| Literature DB >> 26862574 |
Claire Ramus1, Agnès Hovasse2, Marlène Marcellin3, Anne-Marie Hesse1, Emmanuelle Mouton-Barbosa3, David Bouyssié3, Sebastian Vaca2, Christine Carapito2, Karima Chaoui3, Christophe Bruley1, Jérôme Garin1, Sarah Cianférani2, Myriam Ferro1, Alain Van Dorssaeler2, Odile Burlet-Schiltz3, Christine Schaeffer2, Yohann Couté1, Anne Gonzalez de Peredo3.
Abstract
This data article describes a controlled, spiked proteomic dataset for which the "ground truth" of variant proteins is known. It is based on the LC-MS analysis of samples composed of a fixed background of yeast lysate and different spiked amounts of the UPS1 mixture of 48 recombinant proteins. It can be used to objectively evaluate bioinformatic pipelines for label-free quantitative analysis, and their ability to detect variant proteins with good sensitivity and low false discovery rate in large-scale proteomic studies. More specifically, it can be useful for tuning software tools parameters, but also testing new algorithms for label-free quantitative analysis, or for evaluation of downstream statistical methods. The raw MS files can be downloaded from ProteomeXchange with identifier PXD001819. Starting from some raw files of this dataset, we also provide here some processed data obtained through various bioinformatics tools (including MaxQuant, Skyline, MFPaQ, IRMa-hEIDI and Scaffold) in different workflows, to exemplify the use of such data in the context of software benchmarking, as discussed in details in the accompanying manuscript [1]. The experimental design used here for data processing takes advantage of the different spike levels introduced in the samples composing the dataset, and processed data are merged in a single file to facilitate the evaluation and illustration of software tools results for the detection of variant proteins with different absolute expression levels and fold change values.Entities:
Year: 2015 PMID: 26862574 PMCID: PMC4706616 DOI: 10.1016/j.dib.2015.11.063
Source DB: PubMed Journal: Data Brief ISSN: 2352-3409
Fig. 1illustration of the absolute abundance of spiked proteins compared to the yeast background in the 6 last samples of the dataset. Absolute abundances were estimated using the iBAQ metric calculated by MaxQuant in workflows 6 and 7 (see below for the details of the workflows).

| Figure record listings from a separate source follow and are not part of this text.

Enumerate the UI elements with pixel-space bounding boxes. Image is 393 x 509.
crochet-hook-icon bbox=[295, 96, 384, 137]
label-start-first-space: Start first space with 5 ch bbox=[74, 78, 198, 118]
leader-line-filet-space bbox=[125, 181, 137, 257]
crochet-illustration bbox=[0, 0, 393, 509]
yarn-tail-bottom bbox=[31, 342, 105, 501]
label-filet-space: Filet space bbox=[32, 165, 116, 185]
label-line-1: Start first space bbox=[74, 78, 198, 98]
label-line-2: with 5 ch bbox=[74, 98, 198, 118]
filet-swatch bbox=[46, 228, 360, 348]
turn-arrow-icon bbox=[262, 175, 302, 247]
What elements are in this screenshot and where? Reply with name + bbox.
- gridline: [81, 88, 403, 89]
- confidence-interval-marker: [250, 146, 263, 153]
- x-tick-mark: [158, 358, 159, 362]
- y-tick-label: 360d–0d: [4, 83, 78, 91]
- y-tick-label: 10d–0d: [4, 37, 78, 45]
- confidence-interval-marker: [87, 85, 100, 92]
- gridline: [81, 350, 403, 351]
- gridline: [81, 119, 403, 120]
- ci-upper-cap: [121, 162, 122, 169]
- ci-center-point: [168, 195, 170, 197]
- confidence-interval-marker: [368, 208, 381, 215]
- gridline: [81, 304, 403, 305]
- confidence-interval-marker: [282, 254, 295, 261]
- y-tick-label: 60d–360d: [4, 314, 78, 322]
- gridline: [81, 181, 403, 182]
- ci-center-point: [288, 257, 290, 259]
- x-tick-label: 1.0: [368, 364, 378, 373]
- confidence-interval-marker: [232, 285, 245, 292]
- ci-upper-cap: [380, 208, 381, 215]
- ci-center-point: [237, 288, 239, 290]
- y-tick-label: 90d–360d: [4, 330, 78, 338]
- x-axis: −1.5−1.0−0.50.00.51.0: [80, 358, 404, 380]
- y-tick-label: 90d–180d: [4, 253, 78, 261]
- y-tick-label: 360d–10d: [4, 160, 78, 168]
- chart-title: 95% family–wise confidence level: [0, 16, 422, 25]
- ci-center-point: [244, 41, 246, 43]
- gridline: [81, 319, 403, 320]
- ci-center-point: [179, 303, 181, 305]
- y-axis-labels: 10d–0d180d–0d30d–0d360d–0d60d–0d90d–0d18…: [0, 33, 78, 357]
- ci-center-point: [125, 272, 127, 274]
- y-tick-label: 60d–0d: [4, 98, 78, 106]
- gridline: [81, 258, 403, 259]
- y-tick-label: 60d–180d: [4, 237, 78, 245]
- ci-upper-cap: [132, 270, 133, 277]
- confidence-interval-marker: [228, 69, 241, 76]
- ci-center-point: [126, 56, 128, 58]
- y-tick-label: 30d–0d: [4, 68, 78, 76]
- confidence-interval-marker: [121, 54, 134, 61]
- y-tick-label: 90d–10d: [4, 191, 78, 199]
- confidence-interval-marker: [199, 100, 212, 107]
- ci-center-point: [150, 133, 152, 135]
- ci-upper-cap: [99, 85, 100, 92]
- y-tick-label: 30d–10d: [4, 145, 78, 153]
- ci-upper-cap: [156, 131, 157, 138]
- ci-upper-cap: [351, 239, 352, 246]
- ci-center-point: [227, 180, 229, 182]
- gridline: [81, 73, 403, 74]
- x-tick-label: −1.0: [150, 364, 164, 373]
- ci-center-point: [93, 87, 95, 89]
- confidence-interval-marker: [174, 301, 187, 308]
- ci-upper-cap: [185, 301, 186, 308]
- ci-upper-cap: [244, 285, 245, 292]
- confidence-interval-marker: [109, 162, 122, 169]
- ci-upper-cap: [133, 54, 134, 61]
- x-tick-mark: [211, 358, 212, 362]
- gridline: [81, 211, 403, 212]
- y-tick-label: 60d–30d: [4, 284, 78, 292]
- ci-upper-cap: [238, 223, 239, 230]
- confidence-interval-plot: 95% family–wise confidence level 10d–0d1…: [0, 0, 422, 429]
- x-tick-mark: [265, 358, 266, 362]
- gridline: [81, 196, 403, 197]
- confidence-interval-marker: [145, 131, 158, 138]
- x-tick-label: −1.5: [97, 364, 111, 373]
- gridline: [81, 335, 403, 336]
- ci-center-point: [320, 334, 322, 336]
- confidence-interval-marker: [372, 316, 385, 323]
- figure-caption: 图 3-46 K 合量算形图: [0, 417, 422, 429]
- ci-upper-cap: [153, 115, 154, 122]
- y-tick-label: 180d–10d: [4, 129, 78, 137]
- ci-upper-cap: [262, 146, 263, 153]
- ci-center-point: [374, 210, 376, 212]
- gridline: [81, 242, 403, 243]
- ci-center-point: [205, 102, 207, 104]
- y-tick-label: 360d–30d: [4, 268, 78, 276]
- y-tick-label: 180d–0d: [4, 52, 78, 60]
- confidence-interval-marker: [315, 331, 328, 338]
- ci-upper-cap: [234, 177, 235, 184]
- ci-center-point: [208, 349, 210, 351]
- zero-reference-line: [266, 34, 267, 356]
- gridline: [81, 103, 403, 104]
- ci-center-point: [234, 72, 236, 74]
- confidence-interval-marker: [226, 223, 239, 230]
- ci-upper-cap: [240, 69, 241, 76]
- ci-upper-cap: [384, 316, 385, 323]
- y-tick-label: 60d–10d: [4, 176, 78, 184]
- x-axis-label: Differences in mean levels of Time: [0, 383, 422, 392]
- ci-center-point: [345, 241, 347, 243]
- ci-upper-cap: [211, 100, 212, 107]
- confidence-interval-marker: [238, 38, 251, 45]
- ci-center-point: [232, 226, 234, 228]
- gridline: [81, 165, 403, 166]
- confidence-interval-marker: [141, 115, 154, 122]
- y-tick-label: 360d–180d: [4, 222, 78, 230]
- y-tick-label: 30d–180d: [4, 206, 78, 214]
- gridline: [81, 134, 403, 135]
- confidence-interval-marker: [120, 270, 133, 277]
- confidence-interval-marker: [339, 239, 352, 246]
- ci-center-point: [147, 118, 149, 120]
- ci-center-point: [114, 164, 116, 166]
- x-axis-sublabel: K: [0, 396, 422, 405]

Fig. 2Experimental design of the data processing workflow.
Fig. 3ROC curves plotted from the dataset to compare filtering criteria (A) or bioinformatics workflows (B). A/sensitivity-FDP curves were plotted for the data obtained from workflows 6 (quantification based on MaxQuant intensity values) by varying either the |Welch t-test difference| threshold (red), the |z-score| threshold (green) or the Welch t-test p-value threshold (blue). The Welch t-test difference, z-score or p-value were used respectively as a unique criterion to classify the proteins (full line curves), or a combinations of these filters were applied to improve the classification (dotted line curves). B/Overlaid ROC curves for the different bioinformatics workflows: proteins were classified as variant by filtering on the p-value thresholds, combined to a fixed |log2(fold change)| threshold of 1 for spectral count workflows (1–4) and to a fixed |z-score| threshold of 1 for MS intensity based workflows (5–8).